Early on in the project, we had realized that a lot of the information we wanted to convey throughout the tour could be easily tied to buildings, making their placement intuitive and simple. But there was some information, mainly contextual and having to do with wider history, that didn’t really fit anywhere along the route. This gave rise to the idea of a timeline, where the sort of synopsis of Trinity’s 400+ years of history could live.
In June, we wrestled with how this timeline would fit within the larger app. Would the user walk into it in Front Square? Would it live over the portals? Would it be its own sphere separate from the tour itself? Ultimately, we decided we wanted something inclusive, brief, and easy to interact with, so we chose to make a video.
That work fell to me. In writing the rest of the script for the POIs, I also wrote a script for the intro video. The script kept with the timeline theme, basically walking the viewer through the highlights of Trinity and Irish history. After making sure to have Enda and Adrian check the script for “Americanisms,” I downloaded After Effects and planned on taking full advantage of the 7-day trial. With everything else going on in the app, it was 3 days in before I actually got started. That didn’t leave much time, so I based most of my work off a timeline template thinking this would be more efficient. Looking back now, I realize I barely used any of it (of course).
Before starting this part of the project, I had forgotten how annoying the rendering time is with After Effects. I wasn’t able to make any precomps because I was still waiting on the final narration (and therefore the final timing), so the RAM playback was painfully slow. The timeline used a combination of historical images, nested videos, animated infographics, and Blender renders.
The latter proved to be the biggest headache of all. I wanted to illustrate how Front Square used to look surrounded by red-brick buildings, so I used a model of the Rubrics building I’d made in SketchUp. Unfortunately, exports from SketchUp do not play well with Blender, and each of the models had well over 10,000 objects in them. This obviously slowed down my computer a lot, and placing each of them was very trying. But it worked out, eventually. I used Adrian’s
360 photo of Front Square as the environment background and placed them within the world convincingly enough, having a centrally-located camera spin around as four of the models rose from the ground in a quadrangle.
I also animated a lot of graphics in the video. I keyframed each of them by hand to coincide with the narration to illustrate things like the divide between Catholics and Protestants, Britain’s imperial standing, and the kinds of educational offerings the school provided at first. All of this information could have been conveyed simply using narration, but I think the addition of engaging, animated visuals is more apt to keep the viewer entertained and paying attention.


**WORK REQUIRED:** Carry over every entry exactly as written, though not the pictures it contains.

**LISTED ENTRIES:**
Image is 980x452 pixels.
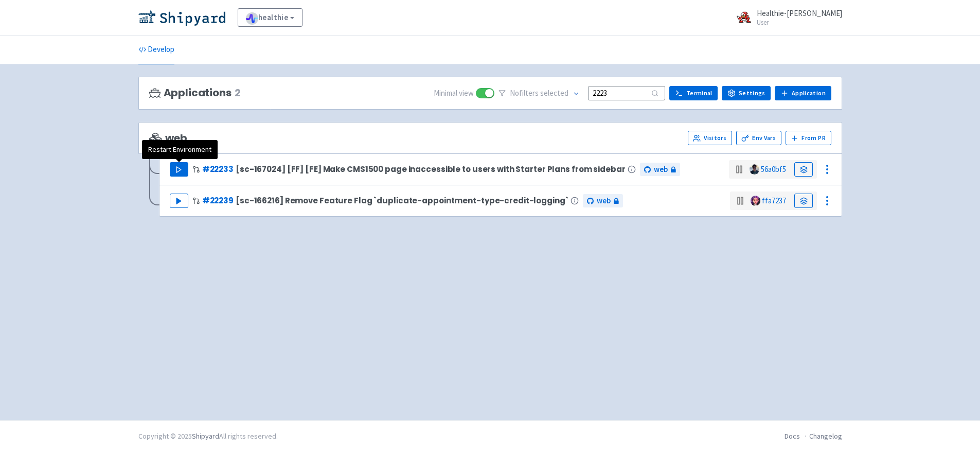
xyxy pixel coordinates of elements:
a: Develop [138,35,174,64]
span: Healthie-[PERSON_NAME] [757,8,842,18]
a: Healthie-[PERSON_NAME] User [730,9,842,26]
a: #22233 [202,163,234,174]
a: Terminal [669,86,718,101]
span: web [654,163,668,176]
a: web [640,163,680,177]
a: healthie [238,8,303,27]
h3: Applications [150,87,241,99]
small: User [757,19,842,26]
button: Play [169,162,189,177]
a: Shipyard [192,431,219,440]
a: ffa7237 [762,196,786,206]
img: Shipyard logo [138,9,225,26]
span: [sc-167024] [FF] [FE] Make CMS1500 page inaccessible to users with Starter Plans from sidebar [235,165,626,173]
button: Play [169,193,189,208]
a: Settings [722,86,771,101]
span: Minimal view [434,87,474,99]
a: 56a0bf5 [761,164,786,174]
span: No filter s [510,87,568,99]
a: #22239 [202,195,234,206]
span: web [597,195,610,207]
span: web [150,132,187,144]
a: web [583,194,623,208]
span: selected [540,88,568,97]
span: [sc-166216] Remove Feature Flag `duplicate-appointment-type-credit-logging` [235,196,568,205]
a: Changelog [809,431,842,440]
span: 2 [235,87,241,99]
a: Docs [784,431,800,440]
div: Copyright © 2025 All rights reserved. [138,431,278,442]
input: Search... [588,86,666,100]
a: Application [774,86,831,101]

**OUTPUT FOR THIS TASK:**
Image is 980x452 pixels.
xyxy pixel coordinates of elements:
a: Develop [138,35,174,64]
span: Healthie-[PERSON_NAME] [757,8,842,18]
a: Healthie-[PERSON_NAME] User [730,9,842,26]
a: #22233 [202,163,234,174]
a: Terminal [669,86,718,101]
span: web [654,163,668,176]
a: web [640,163,680,177]
a: healthie [238,8,303,27]
h3: Applications [150,87,241,99]
small: User [757,19,842,26]
button: Play [169,162,189,177]
a: Shipyard [192,431,219,440]
a: ffa7237 [762,196,786,206]
img: Shipyard logo [138,9,225,26]
span: [sc-167024] [FF] [FE] Make CMS1500 page inaccessible to users with Starter Plans from sidebar [235,165,626,173]
button: Play [169,193,189,208]
a: Settings [722,86,771,101]
span: Minimal view [434,87,474,99]
a: 56a0bf5 [761,164,786,174]
span: No filter s [510,87,568,99]
a: #22239 [202,195,234,206]
span: web [597,195,610,207]
span: web [150,132,187,144]
a: web [583,194,623,208]
span: selected [540,88,568,97]
span: [sc-166216] Remove Feature Flag `duplicate-appointment-type-credit-logging` [235,196,568,205]
a: Changelog [809,431,842,440]
span: 2 [235,87,241,99]
a: Docs [784,431,800,440]
div: Copyright © 2025 All rights reserved. [138,431,278,442]
input: Search... [588,86,666,100]
a: Application [774,86,831,101]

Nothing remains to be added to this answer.